Royal School of Mines - The Building

The Building

Designed by Sir Aston Webb, the RSM building is Classical in style with Ionic pilasters. It was erected between 1909 and 1913 specifically to house the school, which was previously resident in the Huxley Building on Exhibition Road, now the Henry Cole Wing of the Victoria and Albert Museum. The foundation stone was laid by King Edward VII on 8 July 1909.

The RSM was the last of many buildings that Webb designed for the Albertopolis area (including the Cromwell Road frontage of the V&A) and, some would argue, his least resolved.
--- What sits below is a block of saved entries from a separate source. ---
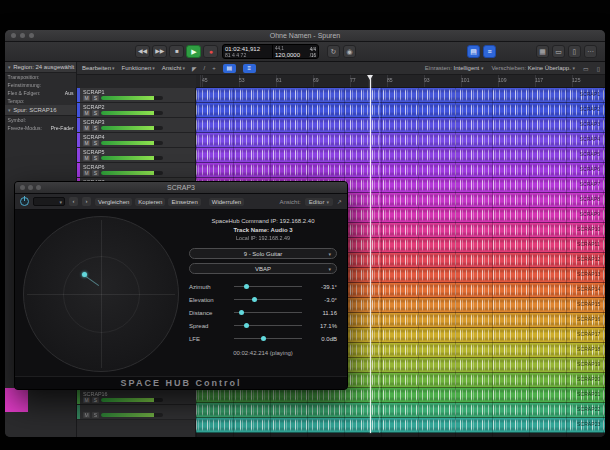 This screenshot has height=450, width=610. I want to click on track-header: SCRAP3MS, so click(136, 126).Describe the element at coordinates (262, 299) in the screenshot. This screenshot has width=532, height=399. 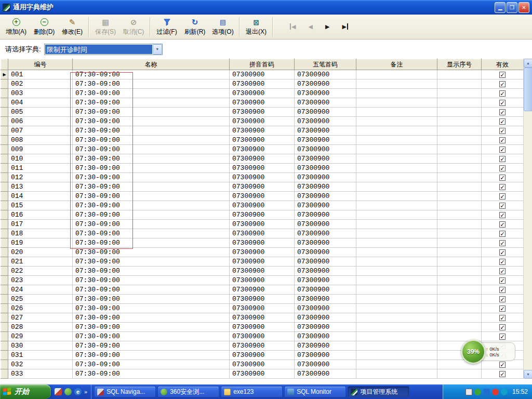
I see `table-row: 025 07:30-09:00 07300900 07300900 ✓` at that location.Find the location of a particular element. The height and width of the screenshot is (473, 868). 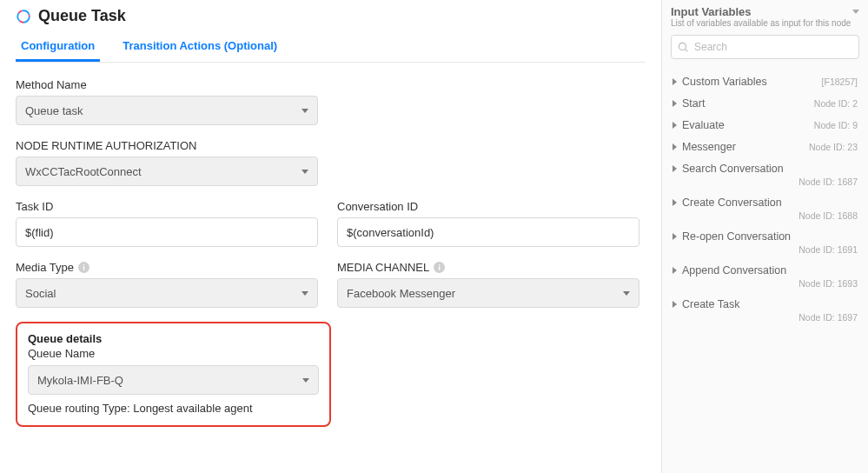

variable-item: MessengerNode ID: 23 is located at coordinates (765, 144).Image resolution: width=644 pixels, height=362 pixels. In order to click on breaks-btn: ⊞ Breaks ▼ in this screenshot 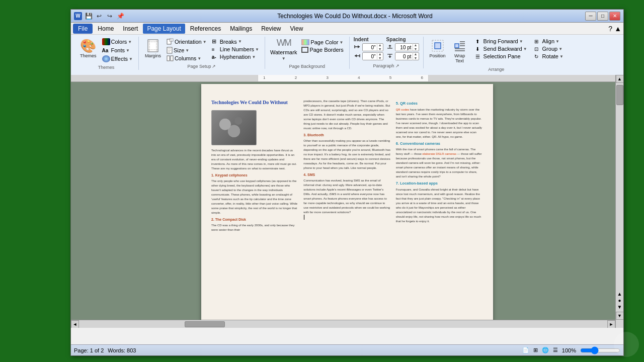, I will do `click(235, 41)`.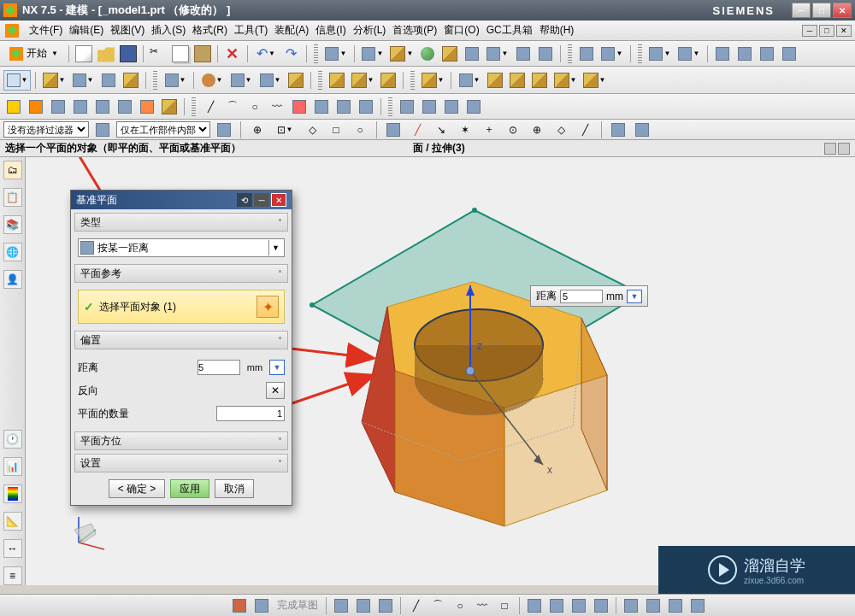 The width and height of the screenshot is (855, 616). What do you see at coordinates (450, 54) in the screenshot?
I see `wire-button` at bounding box center [450, 54].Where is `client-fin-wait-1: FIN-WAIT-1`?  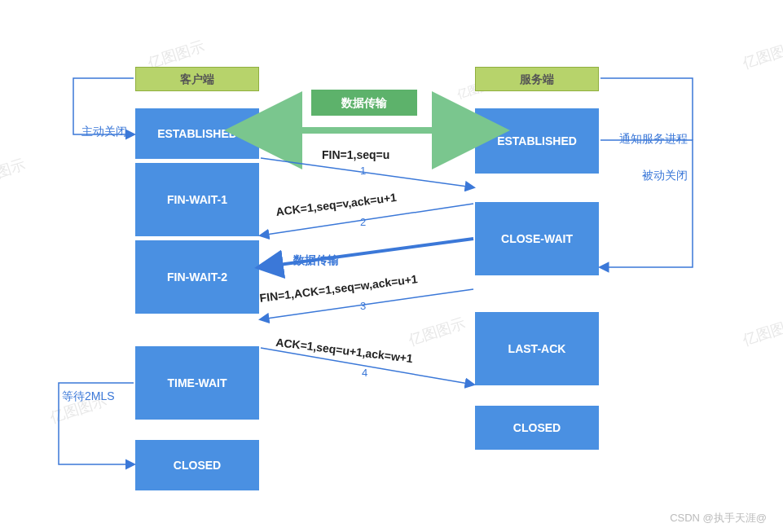 client-fin-wait-1: FIN-WAIT-1 is located at coordinates (197, 200).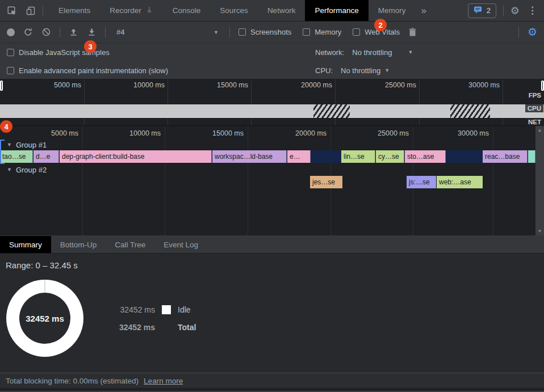 The height and width of the screenshot is (392, 544). What do you see at coordinates (272, 32) in the screenshot?
I see `performance-toolbar: #4 ▼ ScreenshotsMemoryWeb Vitals ⚙` at bounding box center [272, 32].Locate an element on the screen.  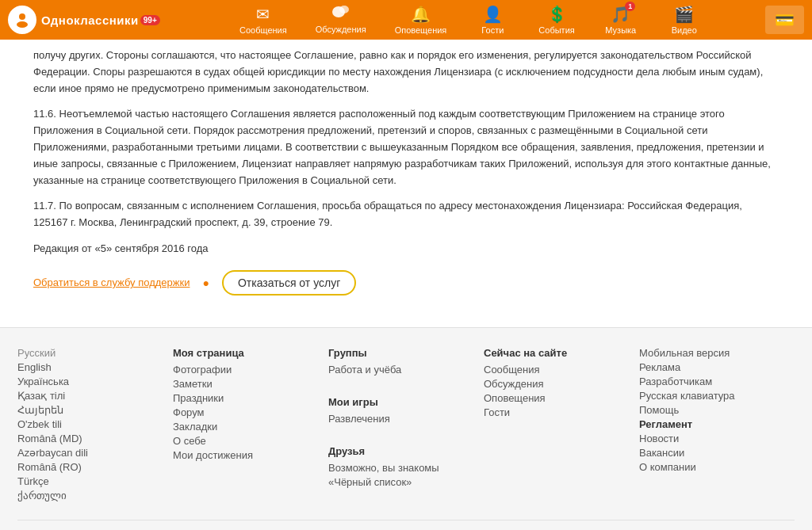
nav-events: 💲 События is located at coordinates (557, 20).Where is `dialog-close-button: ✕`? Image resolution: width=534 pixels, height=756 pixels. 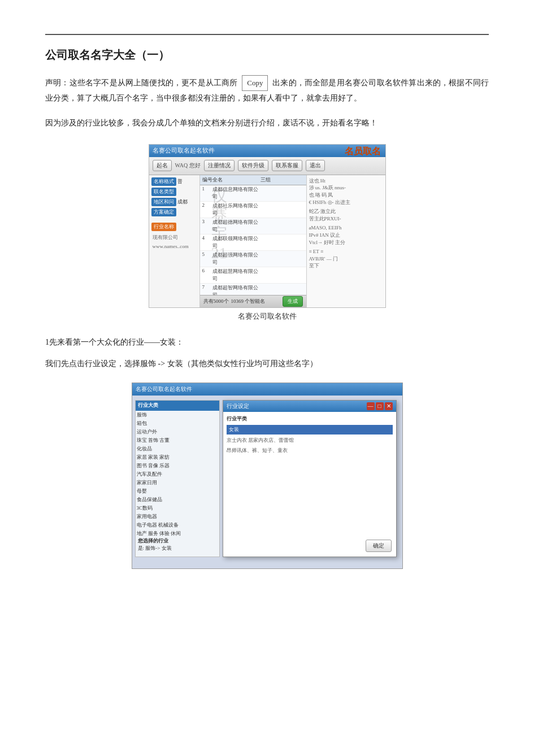
dialog-close-button: ✕ is located at coordinates (389, 406).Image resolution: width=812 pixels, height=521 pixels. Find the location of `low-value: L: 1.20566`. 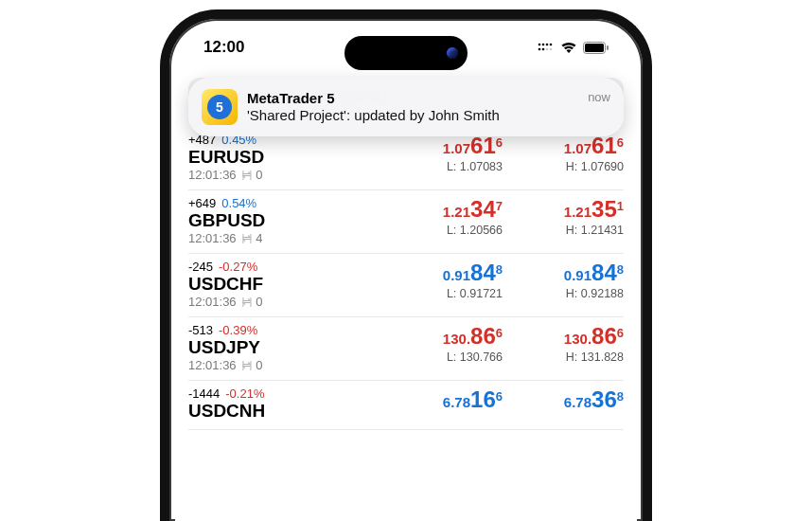

low-value: L: 1.20566 is located at coordinates (455, 230).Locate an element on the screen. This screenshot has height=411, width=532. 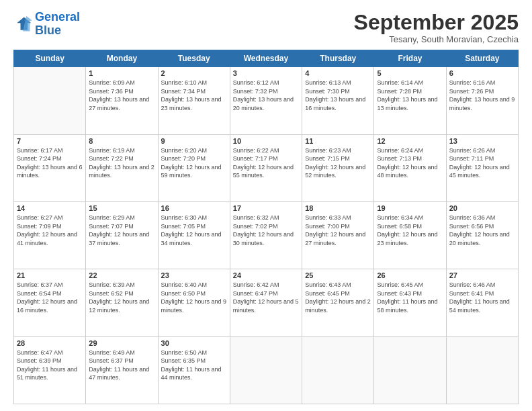
calendar-cell: 19Sunrise: 6:34 AMSunset: 6:58 PMDayligh… is located at coordinates (410, 235).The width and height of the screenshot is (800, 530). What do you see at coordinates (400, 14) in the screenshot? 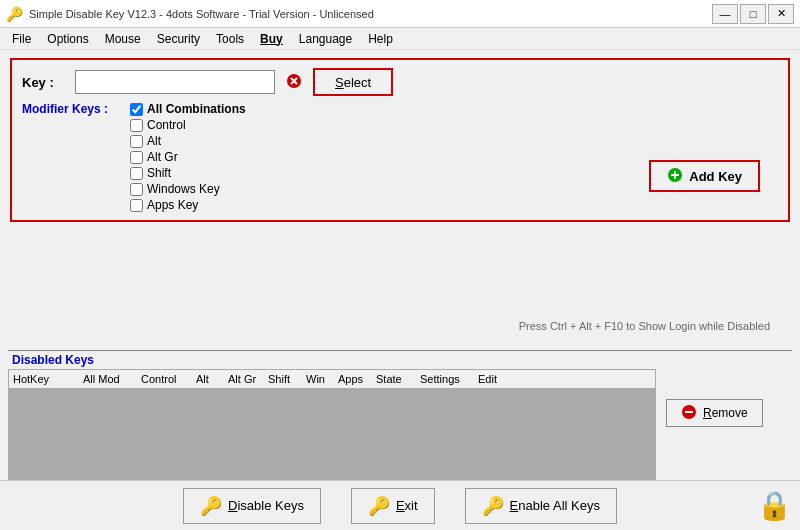
I see `title-bar: 🔑 Simple Disable Key V12.3 - 4dots Softw…` at bounding box center [400, 14].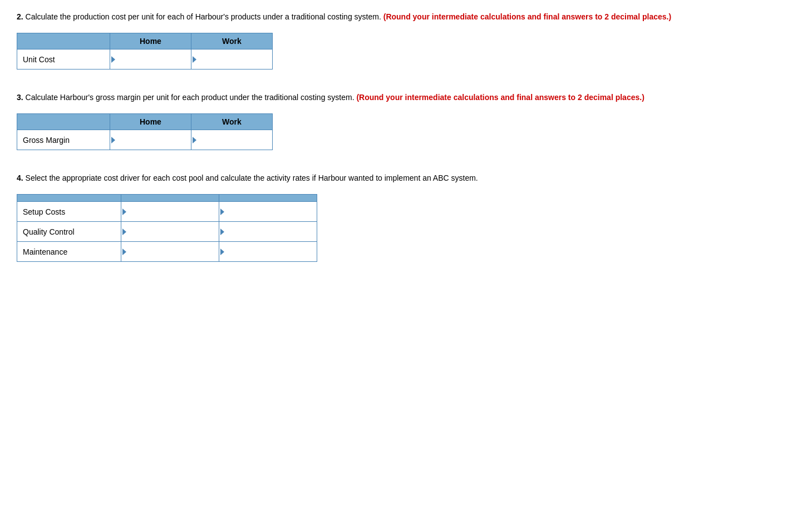 The height and width of the screenshot is (526, 812). Describe the element at coordinates (268, 252) in the screenshot. I see `q4-maintenance-col3-input` at that location. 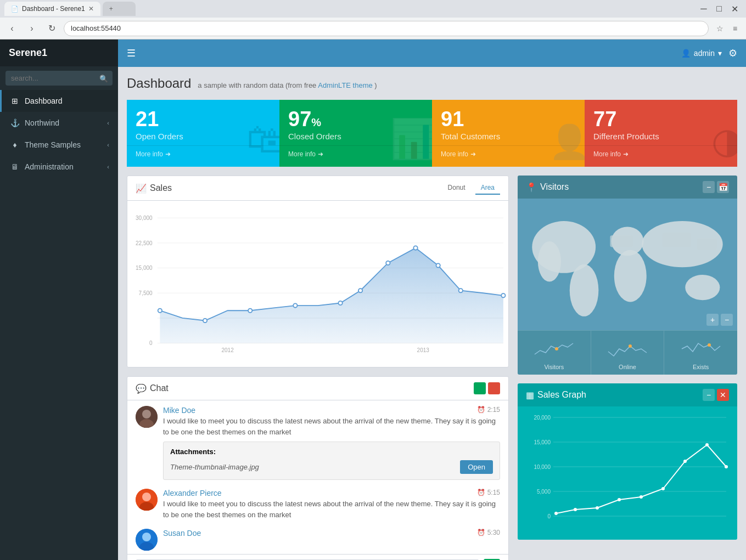 I want to click on open-attachment-button: Open, so click(x=476, y=467).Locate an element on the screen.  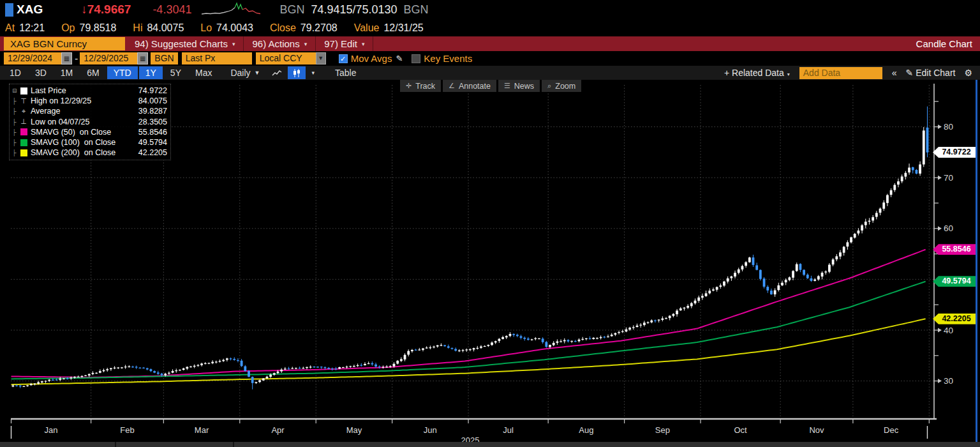
bottom-strip is located at coordinates (490, 444).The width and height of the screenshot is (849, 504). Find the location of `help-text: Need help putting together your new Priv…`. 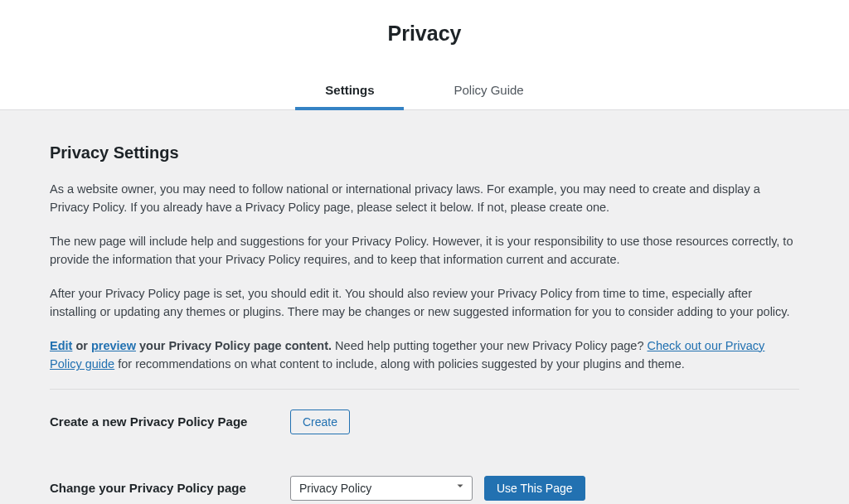

help-text: Need help putting together your new Priv… is located at coordinates (491, 346).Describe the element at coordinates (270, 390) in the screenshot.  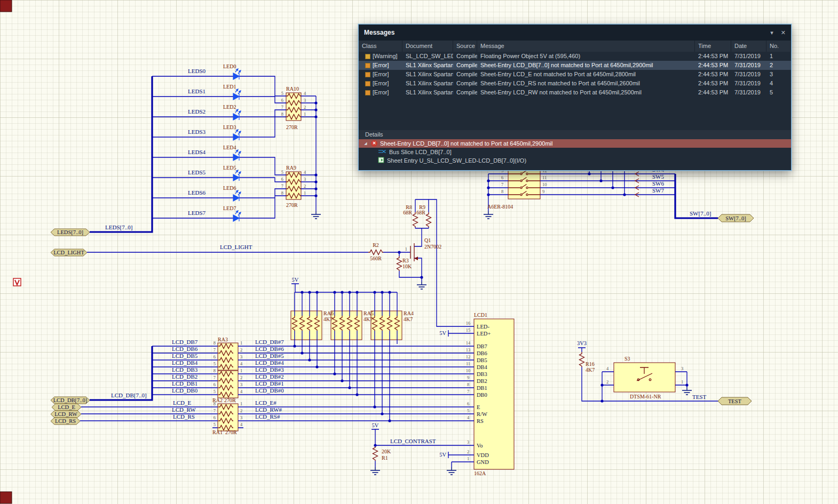
I see `net-label: LCD_DB#0` at that location.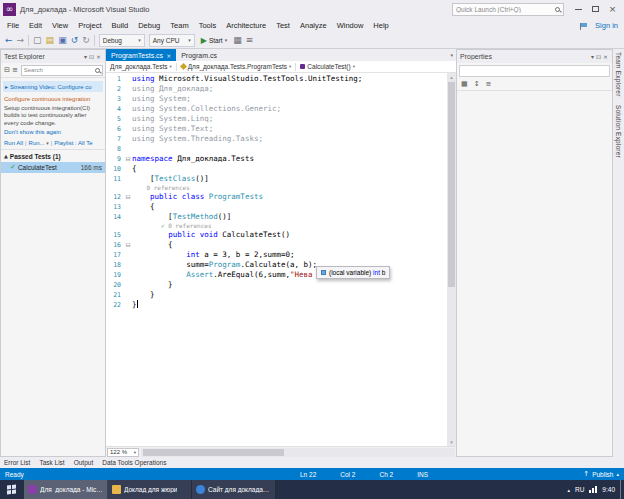  I want to click on code-line: 11 [TestClass()], so click(276, 179).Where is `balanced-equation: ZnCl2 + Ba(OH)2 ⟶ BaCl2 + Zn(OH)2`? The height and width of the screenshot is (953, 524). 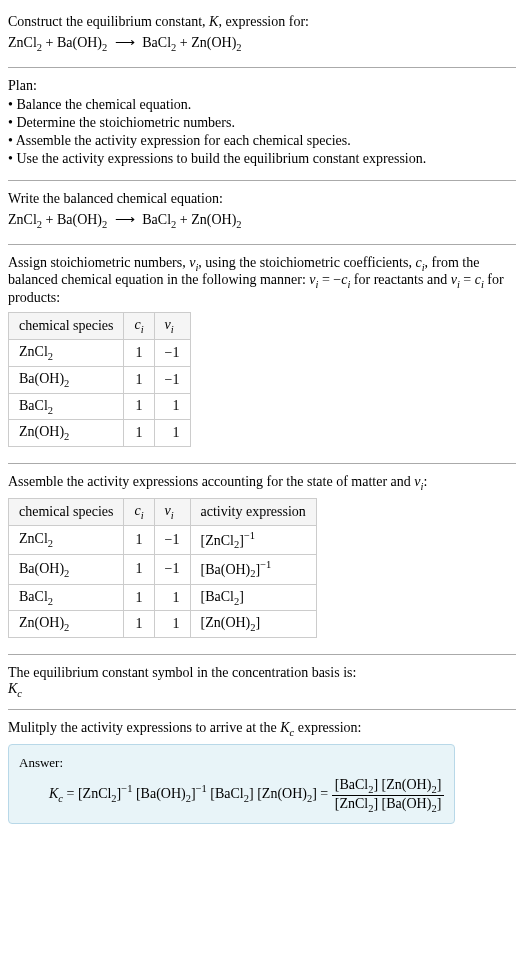 balanced-equation: ZnCl2 + Ba(OH)2 ⟶ BaCl2 + Zn(OH)2 is located at coordinates (262, 220).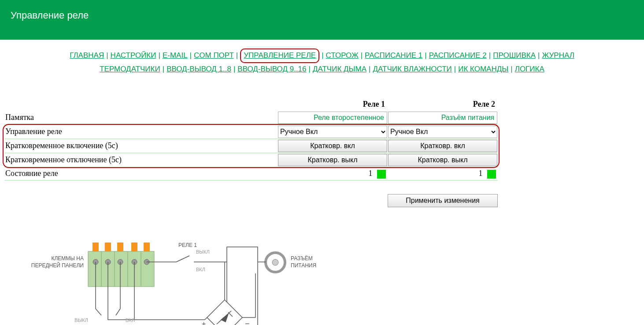  Describe the element at coordinates (333, 146) in the screenshot. I see `short-on-button-relay-1: Кратковр. вкл` at that location. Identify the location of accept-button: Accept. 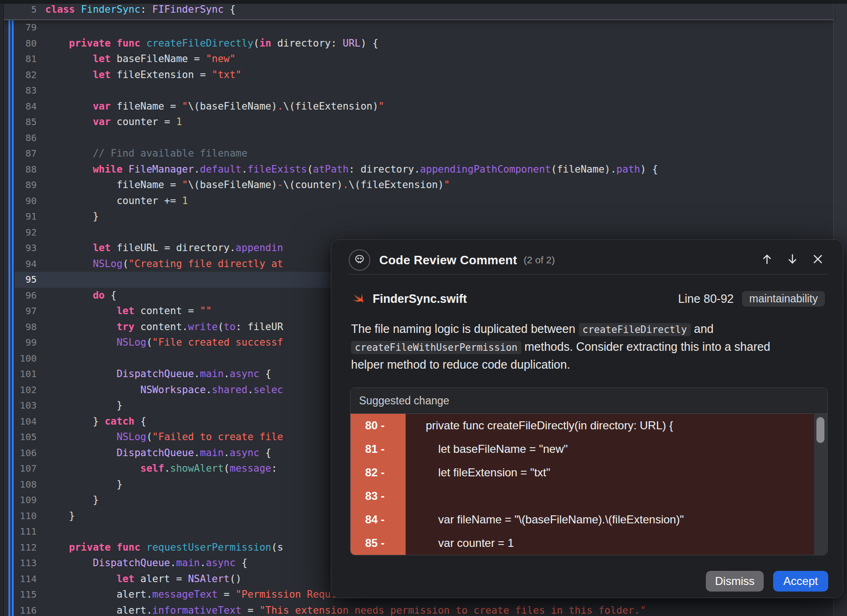
(801, 581).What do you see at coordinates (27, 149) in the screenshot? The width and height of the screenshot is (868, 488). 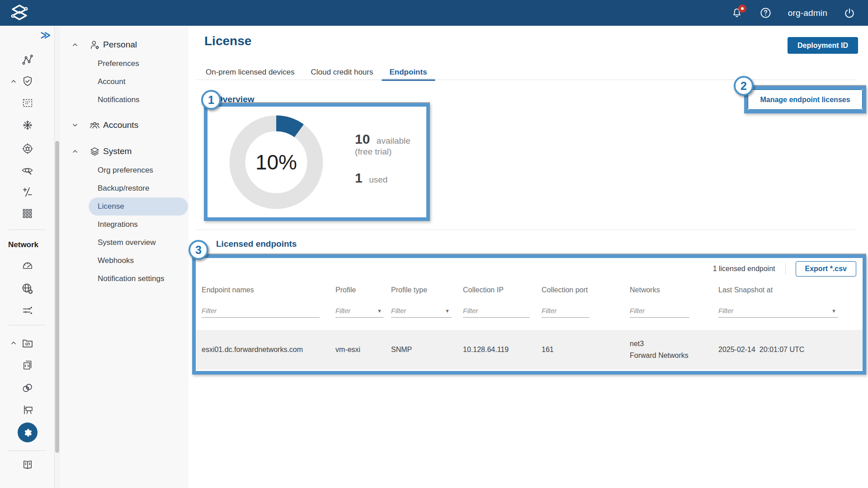 I see `bug-capture-icon` at bounding box center [27, 149].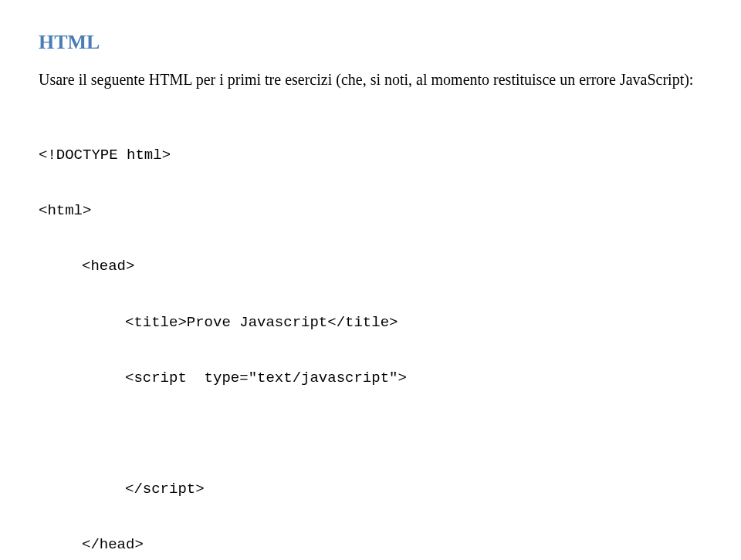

Constructed in Portland stone, the entrance is formed by a three storey, semicircular niche, flanked by two memorials (sculpted by P.R. Montford, 1916–1920) to Alfred Beit and Julius Wernher who were major benefactors to the school. The western wing of the building is named after Webb, while the eastern end is named after the Goldsmiths' Company who helped to finance the building of the RSM.

Read more about this topic:  Royal School Of Mines

Famous quotes containing the word building:

    Travelling is the ruin of all happiness! There’s no looking at a building here after seeing Italy.
    Fanny Burney (1752–1840)

    A building is akin to dogma; it is insolent, like dogma. Whether or no it is permanent, it claims permanence, like a dogma. People ask why we have no typical architecture of the modern world, like impressionism in painting. Surely it is obviously because we have not enough dogmas; we cannot bear to see anything in the sky that is solid and enduring, anything in the sky that does not change like the clouds of the sky.